Alicia Svigals and Lauren Brody Wow Crowd With Klezmer Gems at Yivo Concert
“This concert is in celebration of Yiddish Summer Program” Ben Kaplan, YIVO Education Administrator, told the August 3 full house at the Center for Jewish History at its “Zumer Concert” featuring violinist-vocalist-composer Klezmer maven Alicia Svigals and accordionist, singer researcher and piano tuner/technician Lauren Brody.
Svigals got the audience foot tapping with her klezmer “bulgar” and invited the audience to join in a sing-along of “Oy Tate“ (Oh Daddy!)— “a classic klezmer chorus for ‘Oy Got’— or Mama—if that is your conception of the deity.” She performed a song by cantor Moyshe Oysher who, she noted, recorded about his childhood with his sister Freydele—herself a cantor—about a house with a green roof, surrounded by trees and each year the father bings toys…a goat. a wagon—a song many in the audience knew (Bay dem shtetl, shteyt a shtibl, mit a grinem dakh…).
Svigals—on violin— and Brody—whose animated accordion playing—had me humming along throughout—shone the spotlight on Yiddish women poets “who wrote “froyen lider”—women’s songs.” Highlighted was legendary Kadya Molodowski shown in a projected film clip she declares:.”The women of my family will come to me in my dreams at night… We carry the pure blood across the generations.” Svigals delived a light-hearted synopsis on “Biblical feminist” Tamar and delighted with a song by Masha Shtuker Hayuk—“I’m Becoming My Mother.”
Listening to Molodowski’s recitative brought back the memeory of when I met her at Montreal’s Yiddisher Bibliotek— Yiddish Library in 1944 when – with a group of my Workmen’s Circle classmates—we were given a private audience as she read her poems to us.
Svigals recalled working at the YIVO under the aegis of then YIVO Executive Director Samuel Norich (in the audience and currently Publisher and CEO of “The Forward”). “What a blast that was!” reminisced Svigals also paid tribute to the late Yiddish singer Adrienne Cooper: “It was a magical time…with some members becoming the ‘Klezmatics’” then—elicited a chuckle- with her aside—“We are available for weddings and bar mitzvahs.”
The concert ended with a nosh and tentzl (dance) as—accompanied by indefatigable Svigals and Brody—people joined in circle dances late into the night.
What made the evening even more memorable for me was meeting a group of young students from the just concluded YIVO Yiddish Summer Program —several of whom are not Jewish—from Germany, Lithuania, Poland, Israel. Got to chat—remarkably beautiful articulated Yiddish— with Milena Wicepolska from Lodz (she tends to the Jewish cemetery there and gives tours). Outstanding was Meng Yang, one of three Chinese young women in the YIVO program who is writing a dissertation on the Jewish community in Shanghai during WWII and whose Litvishn Yiddish articulation blew me away.
As my mother used to say—“az men lebt, derlebt men’—if you live long enough [miracles do happen].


_PROMPT_: Please restate word for word all lines from the one containing "is (424, 872)." to the final line of the entries, and include no pictures.

(Collected data entries)
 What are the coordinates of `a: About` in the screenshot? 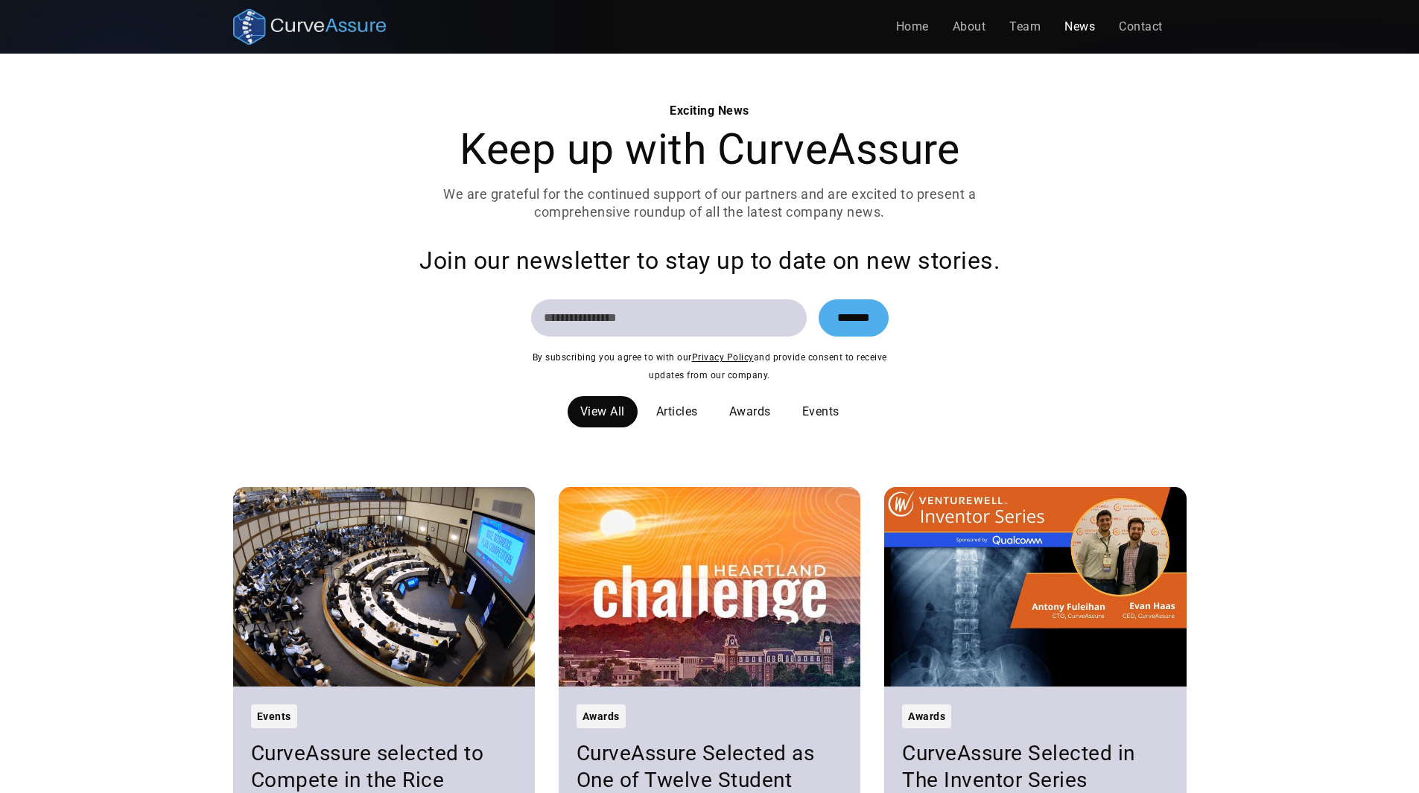 It's located at (969, 27).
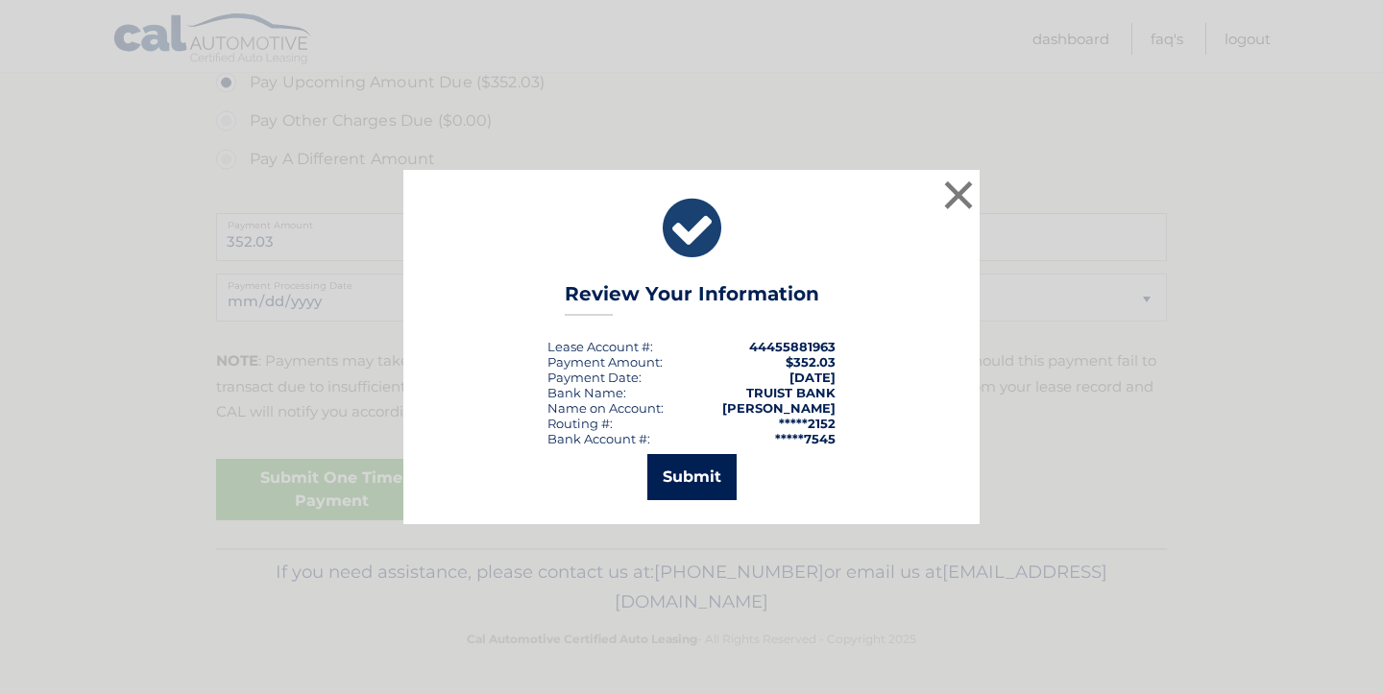 Image resolution: width=1383 pixels, height=694 pixels. What do you see at coordinates (605, 362) in the screenshot?
I see `div: Payment Amount:` at bounding box center [605, 362].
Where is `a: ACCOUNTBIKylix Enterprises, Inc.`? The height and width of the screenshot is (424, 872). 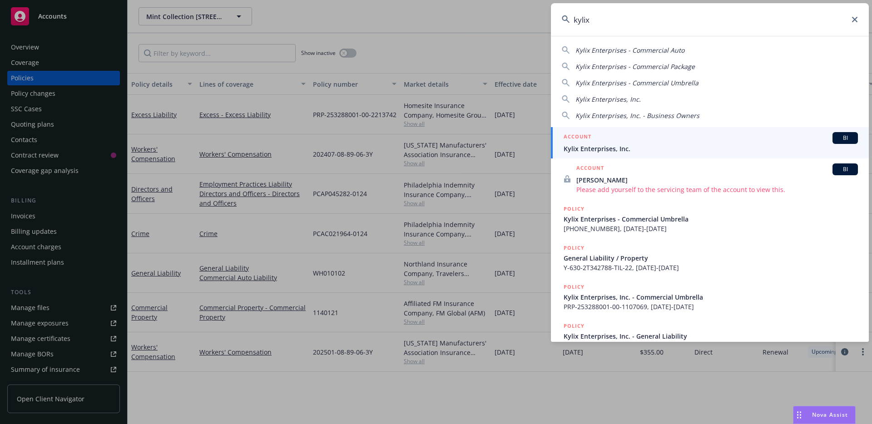
a: ACCOUNTBIKylix Enterprises, Inc. is located at coordinates (710, 143).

_SOLUTION_:
Where is `a: ACCOUNTBIKylix Enterprises, Inc.`? The height and width of the screenshot is (424, 872). 
a: ACCOUNTBIKylix Enterprises, Inc. is located at coordinates (710, 143).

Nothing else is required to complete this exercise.